One of the world’s top economists has written an expert court report that forcefully supports a group of children and young adults who have sued the federal government for failing to act on climate change. (Source: Inside Climate News here) Excerpts in italics with my bolds. Stiglitz, a Columbia University economics professor and former World […]
TweetJonathan Fortier and his colleagues at Libertarianism.org produced this truly splendid 21-minute-long video to commemorate the 50th anniversary of Hayek’s receipt of the Nobel Prize in economics. The post On the Great F.A. Hayek appeared first on Cafe Hayek.
Cost-benefit analyses affirm it would be better to abandon Net Zero policy initiatives and instead “do nothing” about greenhouse gas emissions.
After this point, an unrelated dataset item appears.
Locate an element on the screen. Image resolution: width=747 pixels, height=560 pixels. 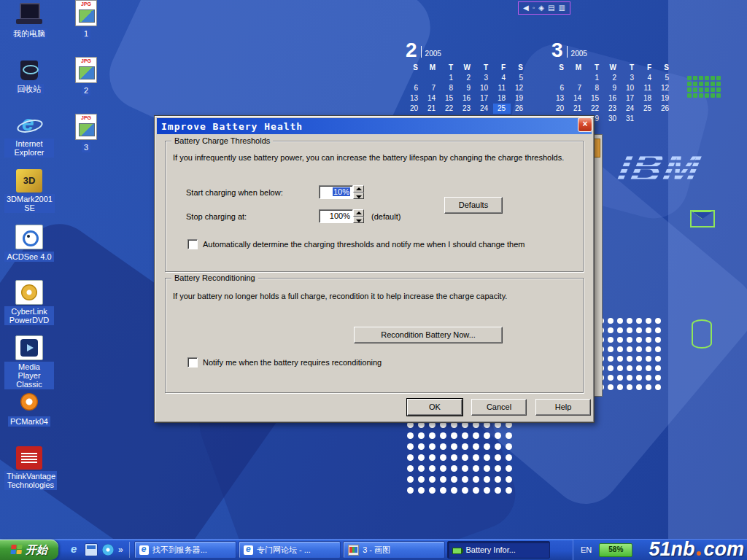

New research finds CO2’s largest possible climate impact is “negligible.” The cumulative expected temperature change in doubling CO2 from 400 to 800 ppm is only 0.81°C at most, and this is “certainly not cause…
Milton Friedman used to advise researchers to focus on large policy changes rather than attempting to separate a small change’s signal from the noise. In this sense, the “ambitious” policy agenda of the Biden-Harris administration was expected to be a gift to the research community. Accepting this gift, since 2020 I have been making forecasts…
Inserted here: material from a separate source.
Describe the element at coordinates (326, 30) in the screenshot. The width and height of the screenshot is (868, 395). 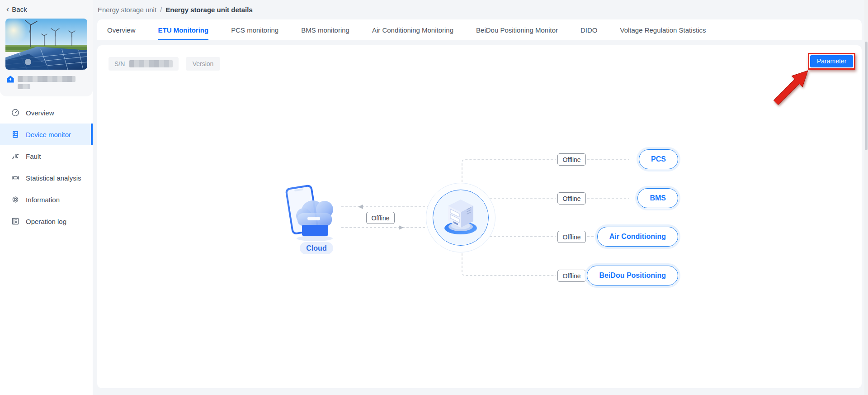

TweetI can pick a few nits with this eight-minute-long video from the Wall Street Journal on tariffs – for example, for all of their many problems, tariffs do not (contrary to what’s reported in the video) cause any net, economy-wide loss of jobs. Nevertheless, this video is quite good, not least because it features the…
Bjørn Lomborg brings some much needed reason to counter the emotion in the climate change debate, saying it’s a concern not a catastrophe : Apropos of this, Lomborg writes of climate fictions: Whatever happened to polar bears? They used to be all climate campaigners could talk about, but now they’re essentially absent from headlines. Over […]
During the pandemic, economists often found themselves at odds with politicians, physicians, epidemiologists and others. Some politicians, for example, were worried that the pharma companies might engage in profiteering while economists worried that the pharma companies were not nearly profitable enough. Physicians focused on maximizing the health of patients while economists focused on maximizing the […]
Bryan Caplan will feel vindicated: This paper asks whether universal pre-kindergarten (UPK) raises parents’ earnings and how much these earnings effects matter for evaluating the economic returns to UPK programs. Using a randomized lottery design, we estimate the effects of enrolling in a full-day UPK program in New Haven, Connecticut on parents’ labor market outcomes […]
In a sane world, medicines and vaccines already approved by trustworthy overseas regulators would automatically be able to be used in New Zealand as well.New Zealand is not sane. But neither is anywhere else really on that standard. Other places are just faster than NZ in getting things approved, with more practicable pathways for expedited…
I’ve written many times about how Americans are much richer than Europeans. And I’ve also written many times that the U.S. economy has been growing faster (which shouldn’t happen according to convergence theory). There’s a simple reason for America’s superior performance. The U.S. is burdened by a medium-sized welfare state and a bad tax system […]
Writing about Mitt Romney’s selection of Paul Ryan in 2012, I opined that, “…it probably means nothing. I don’t think there’s been an election in my lifetime that was impacted by the second person on a presidential ticket.” I feel the same way about Tim Walz, who is Kamala Harris’ pick for Vice President. But […]
That is the topic of my latest Bloomberg column, here is one excerpt: A recent study finds that, of all domestic subsidies, the most effective involve replacing the dirty production of electricity with the cleaner production of electricity. In practice, that means subsidies or tax credits for solar and wind power. Those are more than twice as effective as […]
I pitch Build, Baby, Build in today’s New York Times. No illustrations, but a bunch of cool graphs cooked up by Sara Chodosh of the NYT data analytics team. The original title was “The Panacea Policy,” but now it’s “Yes in My Backyard: The Case For Housing Deregulation.” And for you, dear readers, it’s ungated!…
Here is one excerpt: What few appreciate is that the overregulation of housing has blocked a classic American path: moving to a higher-wage part of the country to secure a better life. A paper by the economists Peter Ganong and Daniel Shoag shows that housing costs now routinely outweigh wage gains: While janitors and waiters do indeed […]
Why Evolution is True is a blog written by Jerry Coyne, centered on evolution and biology but also dealing with diverse topics like politics, culture, and cats.
“We do not believe any group of men adequate enough or wise enough to operate without scrutiny or without criticism. We know that the only way to avoid error is to detect it, that the only way to detect it is to be free to inquire. We know that in secrecy error undetected will flourish and subvert”. - J Robert Oppenheimer.